Self-awareness paired with professionalism. They can name the archetype and the workaround without dehumanizing the client.

Red flags

  • Says they love every client
  • Describes clients with contempt
  • No workaround, just complaint

When you disagree with leadership on how to run an account, what do you do?

What to listen for

Direct, private disagreement first, commits publicly once decided, revisits with data later.

Red flags

  • Complains to the team
  • Never disagrees
  • Lets disagreement fester into disengagement

What would a great first 90 days look like for you in this role?

What to listen for

Concrete listen-and-learn plan, stakeholder introductions, low-risk early wins, alignment on what success looks like.

Red flags

  • Arrives with a prescriptive plan before listening
  • No milestones or deliverables
  • Focused purely on internal changes, ignoring clients

Work-sample evaluation

Account managers don't bring portfolios in the creative sense, but strong candidates can walk you through artifacts they created:

  • A disguised statement of work or retainer proposal.
  • A QBR deck and the outcomes that followed.
  • A written account plan or success plan for a key client.
  • An escalation email handling a real client issue.
  • A short narrative of one account from onboarding to renewal or expansion.

Ask them to redact names and numbers if they need to.

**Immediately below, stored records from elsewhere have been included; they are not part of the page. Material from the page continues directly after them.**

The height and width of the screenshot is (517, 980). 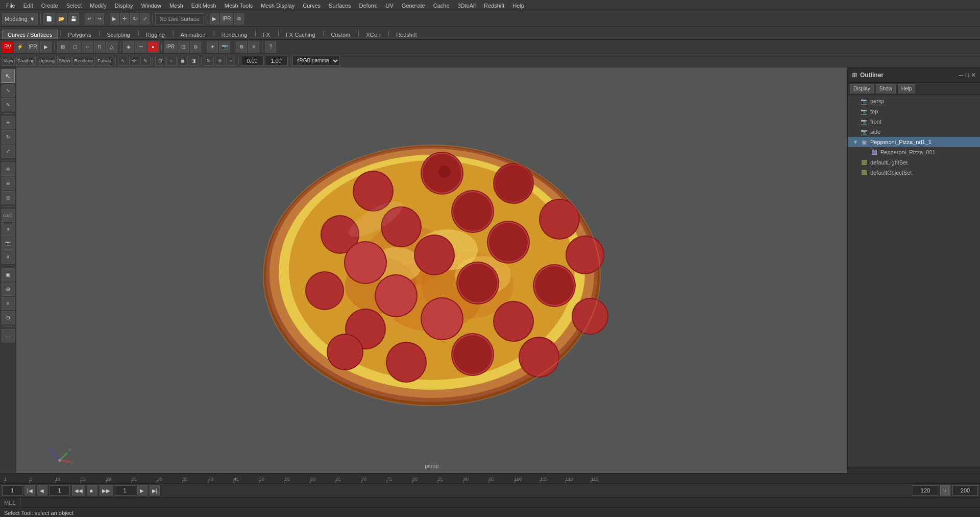 What do you see at coordinates (8, 123) in the screenshot?
I see `move-tool-lt: ✛` at bounding box center [8, 123].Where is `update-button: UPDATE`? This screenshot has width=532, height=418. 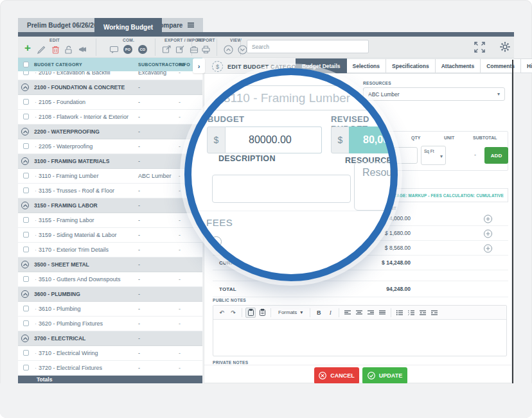
update-button: UPDATE is located at coordinates (385, 376).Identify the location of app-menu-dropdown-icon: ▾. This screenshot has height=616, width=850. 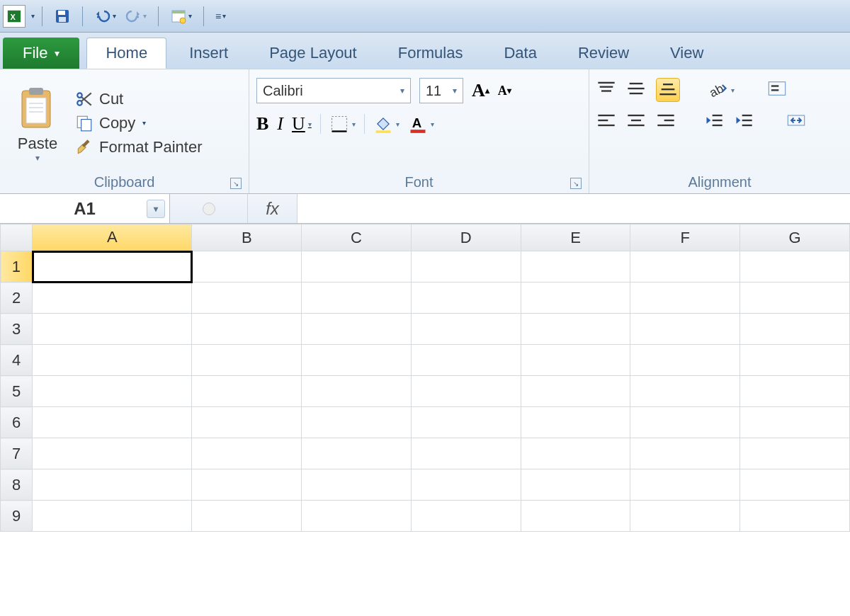
(33, 16).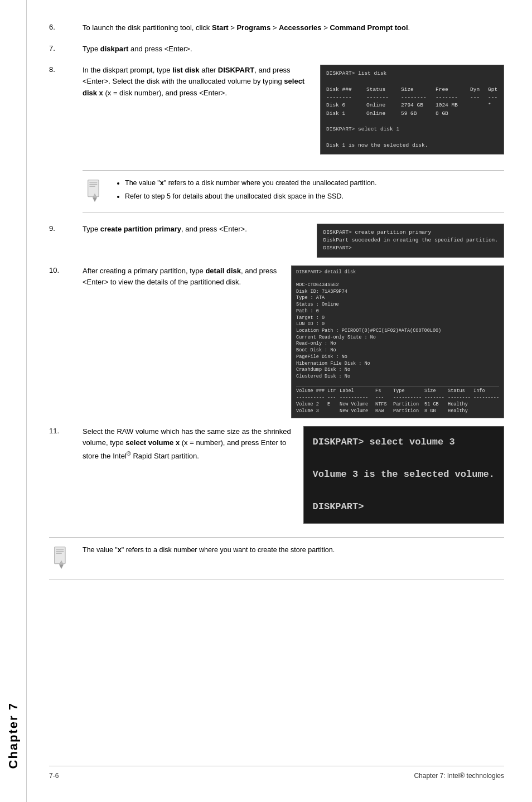 The width and height of the screenshot is (532, 802). Describe the element at coordinates (66, 431) in the screenshot. I see `step-11-num: 11.` at that location.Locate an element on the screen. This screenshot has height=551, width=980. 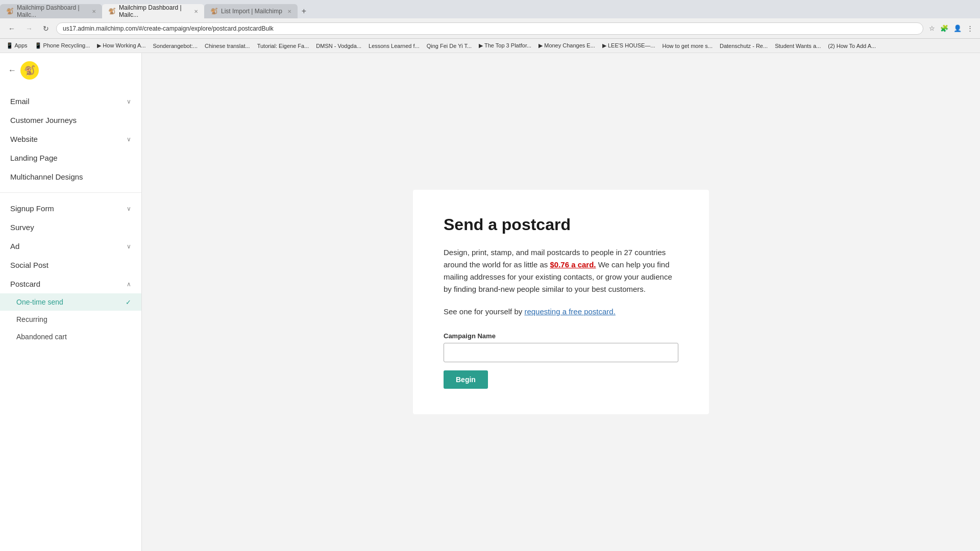
nav-icons: ☆ 🧩 👤 ⋮ is located at coordinates (951, 29).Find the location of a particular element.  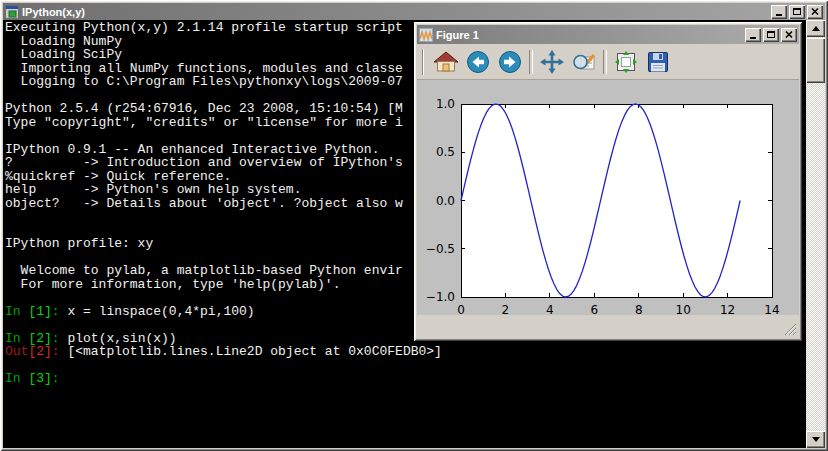

x-tick-label: 8 is located at coordinates (639, 309).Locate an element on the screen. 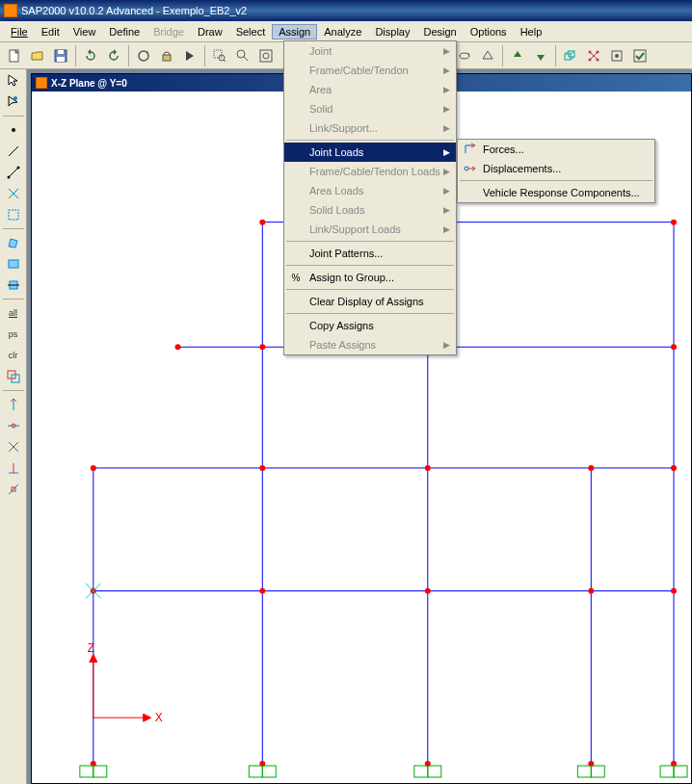 The height and width of the screenshot is (784, 692). snap-int-tool is located at coordinates (13, 447).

Refusal to share anything at all is itself a signal.

Frequently asked questions

How long should an account manager interview process be?

Most agencies run three to four stages over two to three weeks: a recruiter screen, a hiring manager interview, a scenario or case study, and a panel with delivery and leadership. Anything longer than four weeks tends to lose strong candidates.

Should account managers complete a take-home case study?

A short case study (two to three hours) based on a disguised real client scenario is reasonable and highly predictive. Avoid multi-day projects that ask for free strategy work.

What is the biggest predictor of success in an agency account manager?

Commercial literacy combined with genuine curiosity about the client's business. Candidates who can read a P&L and can ask good questions about a client's revenue model tend to outperform those hired only on warmth.

Should we hire agency-side or client-side account managers?

Agency-side candidates ramp faster on multi-client juggling and commercial models. Client-side hires can bring deeper vertical expertise but often need time to adjust to utilization, billable time, and context-switching.

What compensation structure works best for agency account managers?

A base salary with a modest variable tied to retention, organic growth, and client satisfaction. Heavy commission structures push account managers to behave like salespeople and can damage client trust.